Bryan Stevenson At Villanova

      Bryan Stevenson, an Eastern alum and author of Just Mercy, spoke at Villanova University on September 14th and discussed the ways people can help improve the justice system in America. Stevenson shared that one way people can help the system was through proximity. He believed that people needed to find ways to get close to the poor, the excluded, the incarcerated, the abused, etc.. He told the audience how most people stay away from bad neighborhoods but he challenged people to get involved with them. The more people the world meets in these circumstances, the better they can understand them and the more they are able to see the hope of their future.

      Stevenson explained how proximity helped shape his career. When he attended Harvard Law School, he did an internship at a prison where he visited a man to tell him that he did not have an execution date within the next year. The man was thankful for this news and told Stevenson that he would let his family know that they could come visit him.

      “I could have never been familiar with these circumstances of life in prison without visiting the man that day” Stevenson said.

      He believes proximity with the people on death row or who are struggling is what made him succeed in his career. Stevenson brought up that America needs to change the narratives in the world. People cannot accept inequalities, but must understand them and change the ones that are making them comfortable with the idea of inequality. An example that he used was how people view alcohol versus drug use.  In reference to someone being an alcoholic, Stevenson said how society describes it as a disease and they encourage relatives and close friends of the person in need to get that person some help. However, in reference to being on drugs, Stevenson said how society calls it an addiction and always gets the criminal justice system involved. He suggested that people begin to think of drug use as a health problem and something that can be changed without the police or prison system.
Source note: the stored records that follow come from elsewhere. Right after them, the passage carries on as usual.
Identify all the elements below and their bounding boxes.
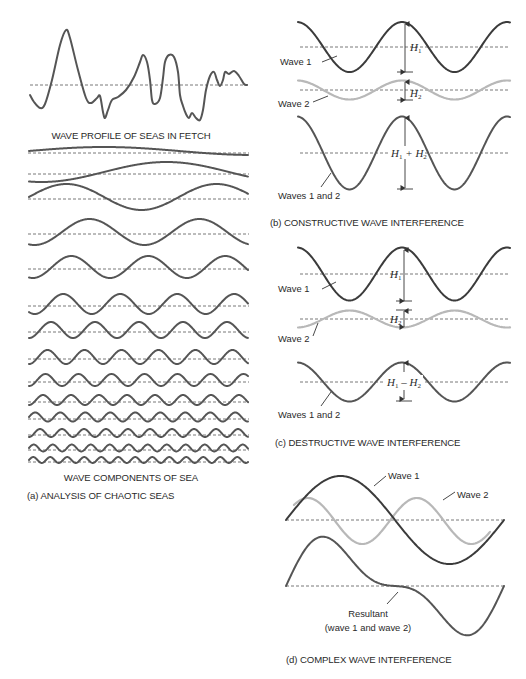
component-wave-5 xyxy=(29,256,248,278)
component-wave-10 xyxy=(29,395,248,405)
b-h1-label: H1 xyxy=(409,41,422,55)
c-h1-label: H1 xyxy=(389,268,402,282)
c-h2-label: H2 xyxy=(389,313,402,327)
component-wave-12 xyxy=(29,429,248,437)
components-caption: WAVE COMPONENTS OF SEA xyxy=(64,472,199,483)
b-wave1-label: Wave 1 xyxy=(280,56,311,67)
d-resultant-leader xyxy=(387,592,398,604)
wave-interference-figure: WAVE PROFILE OF SEAS IN FETCH WAVE COMPO… xyxy=(0,0,526,679)
panel-d-caption: (d) COMPLEX WAVE INTERFERENCE xyxy=(286,654,452,665)
panel-c-destructive: H1 Wave 1 H2 Wave 2 H1 – H2 Waves 1 and … xyxy=(275,248,510,449)
d-resultant-sublabel: (wave 1 and wave 2) xyxy=(325,622,412,633)
component-wave-2 xyxy=(29,162,248,182)
component-wave-13 xyxy=(29,445,248,452)
panel-c-caption: (c) DESTRUCTIVE WAVE INTERFERENCE xyxy=(275,437,460,448)
component-wave-11 xyxy=(29,413,248,422)
b-wave2-label: Wave 2 xyxy=(278,98,309,109)
panel-b-constructive: H1 Wave 1 H2 Wave 2 H1 + H2 Waves 1 and … xyxy=(270,22,510,228)
component-wave-1 xyxy=(29,147,248,155)
c-result-leader xyxy=(321,392,331,406)
d-wave1-leader xyxy=(374,476,386,486)
d-resultant-label: Resultant xyxy=(348,608,388,619)
component-wave-3 xyxy=(29,184,248,210)
panel-b-caption: (b) CONSTRUCTIVE WAVE INTERFERENCE xyxy=(270,217,464,228)
c-diff-label: H1 – H2 xyxy=(386,376,421,390)
component-wave-7 xyxy=(29,322,248,338)
component-wave-8 xyxy=(29,350,248,364)
chaotic-wave-profile xyxy=(30,30,247,121)
b-wave2-leader xyxy=(313,96,328,102)
profile-caption: WAVE PROFILE OF SEAS IN FETCH xyxy=(51,130,210,141)
c-wave1-label: Wave 1 xyxy=(278,283,309,294)
b-result-label: Waves 1 and 2 xyxy=(278,190,340,201)
wave-components xyxy=(28,147,249,463)
b-result-leader xyxy=(321,173,331,187)
b-h2-label: H2 xyxy=(409,87,422,101)
d-wave2-leader xyxy=(443,492,455,500)
b-sum-label: H1 + H2 xyxy=(390,147,427,161)
panel-a-caption: (a) ANALYSIS OF CHAOTIC SEAS xyxy=(27,490,174,501)
c-result-label: Waves 1 and 2 xyxy=(278,409,340,420)
d-wave2-label: Wave 2 xyxy=(457,489,488,500)
component-wave-4 xyxy=(29,219,248,245)
panel-a-chaotic-seas: WAVE PROFILE OF SEAS IN FETCH WAVE COMPO… xyxy=(27,30,249,501)
d-wave1-label: Wave 1 xyxy=(388,470,419,481)
component-wave-6 xyxy=(29,294,248,314)
c-wave2-leader xyxy=(313,323,318,336)
b-wave-2 xyxy=(298,81,510,100)
panel-d-complex: Wave 1 Wave 2 Resultant (wave 1 and wave… xyxy=(286,470,505,665)
c-wave2-label: Wave 2 xyxy=(278,333,309,344)
b-wave-1 xyxy=(298,22,510,72)
component-wave-9 xyxy=(29,374,248,386)
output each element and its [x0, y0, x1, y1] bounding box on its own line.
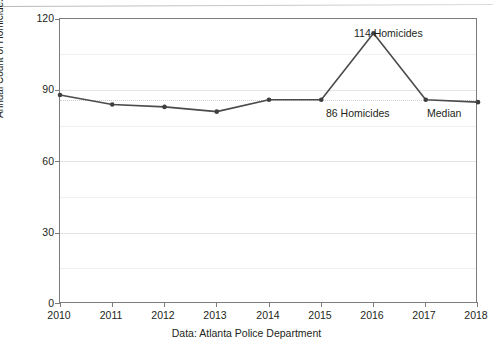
data-point-2017	[423, 97, 428, 102]
y-tick-label-30: 30	[14, 227, 54, 238]
x-tick-label-2015: 2015	[290, 310, 350, 321]
x-tick-label-2013: 2013	[185, 310, 245, 321]
x-tick-label-2011: 2011	[81, 310, 141, 321]
annotation-point-2017: 86 Homicides	[326, 107, 390, 119]
data-point-2012	[162, 105, 167, 110]
plot-inner: 114 Homicides 86 Homicides Median	[60, 19, 476, 302]
data-point-2015	[319, 97, 324, 102]
data-point-2010	[58, 93, 63, 98]
series-markers	[58, 31, 481, 114]
x-tick-label-2012: 2012	[133, 310, 193, 321]
annotation-peak-2016: 114 Homicides	[354, 27, 423, 39]
x-tick-label-2014: 2014	[238, 310, 298, 321]
chart-caption: Data: Atlanta Police Department	[0, 327, 493, 339]
y-tick-label-90: 90	[14, 84, 54, 95]
data-point-2011	[110, 102, 115, 107]
annotation-median-2018: Median	[427, 107, 461, 119]
y-axis-title: Annual Count of Homicides	[0, 0, 5, 118]
x-tick-label-2016: 2016	[342, 310, 402, 321]
plot-area: 114 Homicides 86 Homicides Median	[59, 18, 477, 303]
homicides-series	[60, 19, 478, 304]
x-tick-label-2017: 2017	[394, 310, 454, 321]
data-point-2018	[476, 100, 481, 105]
y-tick-label-120: 120	[14, 13, 54, 24]
y-tick-label-60: 60	[14, 156, 54, 167]
x-tick-label-2018: 2018	[446, 310, 493, 321]
data-point-2013	[214, 109, 219, 114]
page-top-rule	[0, 4, 493, 7]
y-tick-label-0: 0	[14, 298, 54, 309]
data-point-2014	[267, 97, 272, 102]
homicides-line-chart-figure: Annual Count of Homicides 120 90 60 30 0…	[0, 0, 493, 352]
x-tick-label-2010: 2010	[29, 310, 89, 321]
      “This narrative is a problem due to our fear and anger in the world and we need to change this idea. We are creating the problems that our country faces in America” Stevenson said.

      He shared with the audience some statistics that included the fact that thirteen states in America do not have a minimum age for life imprisonment/death row. That means, a child under the age of eighteen can be sentenced to death. However, despite these alarming statistics, Stevenson explained the importance of staying hopeful. No person can let someone or something take away their hope because “hopelessness is the enemy of justice.” He believed that when a person lacks hope, they are creating the problem within the world.

      “Hope is your superpower” and it is the thing that makes you “stand up when someone says to sit down or speak up when someone says to be quiet” Stevenson said.

      Hope reminds us that each person can reach something and should not be looked at as someone who can never do that or be this.

      “The world cannot be changed unless we do things that are uncomfortable and inconvenient” Stevenson said.

      He challenged the audience to position themselves in difficult situations because it will help them see more of the problems that are in the world. He believes that people cannot change the world in a painless way, because they have to be involved in the pain. He explained that doing these things will break a person but being broken teaches a person how to live, how compassion works and how to have mercy.

      “I do what I do because I am broken too” and “ if we are a witness to the brokenness, we can change the world” Stevenson said.